TOLEDO, Ohio — The Toledo Zoo announced the birth of a female brown Kiwi chick at the Zoo's Avian Breeding Center.
The bird department at the Zoo collaborated with the North Island Brown Kiwi SSP and Smithsonian Conservation Biology Institute to hatch the egg.
This was a huge success, as only about half of all Kiwi eggs hatch successfully - and if they do hatch, nearly 90% die within the first six months, according to the Zoo.
North Island Brown Kiwi are found in New Zealand, and although revered in their native range, face many threats.
They are considered to be in serious decline due to the introduction of mammal predators, habitat loss and human disturbance.
Overall, Kiwi populations have decreased to 70,000 from millions that roamed New Zealand several hundred years ago.
"Fortunately, New Zealanders take Kiwi conservation very seriously," said Chuck Cerbini, Toledo Zoo curator of birds. "With Toledo Zoo's financial help and through extensive predator-control programs, active research, egg fostering, education initiatives and habitat protection, Kiwis for Kiwis, a charity dedicated to reversing the bird's population, is helping to ensure the long-term survival of this unique bird."
The Zoo says the egg was laid on January 9 at the Smithsonian Conservation Biology Institute, where animal managers used blood-draw techniques to determine it was a female.

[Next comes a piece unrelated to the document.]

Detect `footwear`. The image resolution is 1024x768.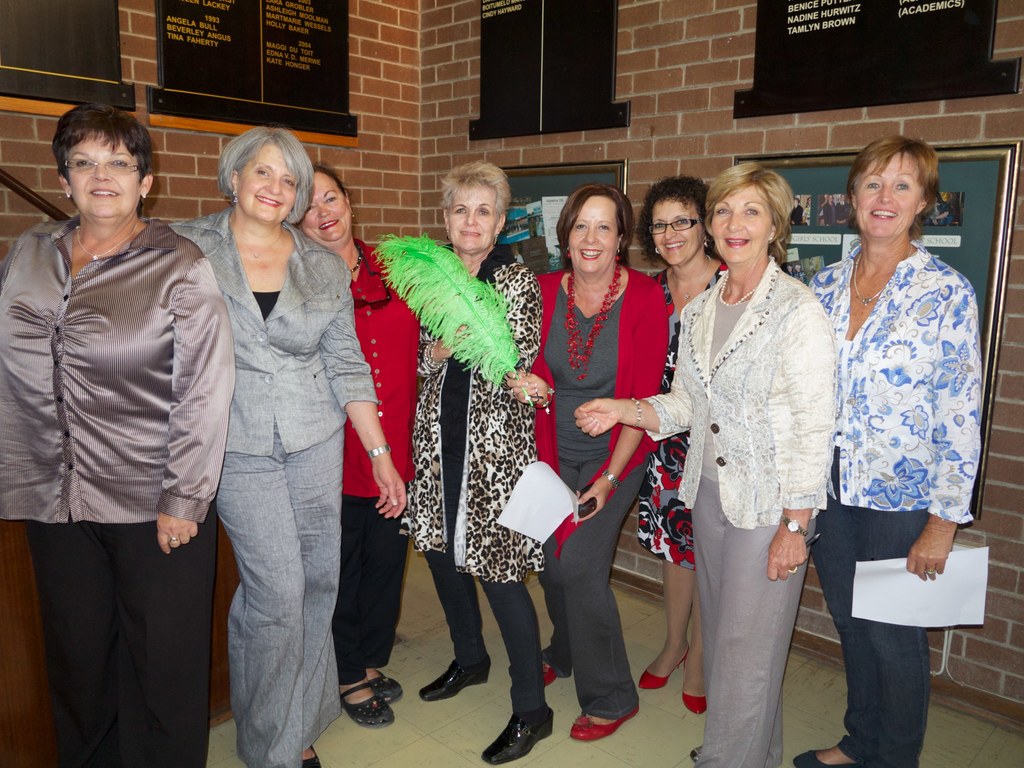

Then, the egg was driven to Toledo several weeks before the hatch date, where it finished incubating at the Avian Breeding Center and hatched on March 21.

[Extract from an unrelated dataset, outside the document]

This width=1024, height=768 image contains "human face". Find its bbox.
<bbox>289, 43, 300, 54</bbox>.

The Zoo says the chick appears healthy and is being raised off-exhibit.
She will later receive a Maori name as a sign of respect for the indigenous people of New Zealand, according to the Zoo.
She is the second Brown Kiwi to hatch at the Zoo, following male Kirihimete (meaning Christmas in Maori) born in December 2016.
The Zoo says Kiwi chicks hatch looking their mini versions of the adults; fully feathered and able to find food independently within the first ten days.
The Zoo says they also have a well-developed sense of smell thanks to nostrils at the tip of their bills. The long bill is used to probe the ground in search of food while special sensory pits on the tip of the beak help them sense prey moving underground.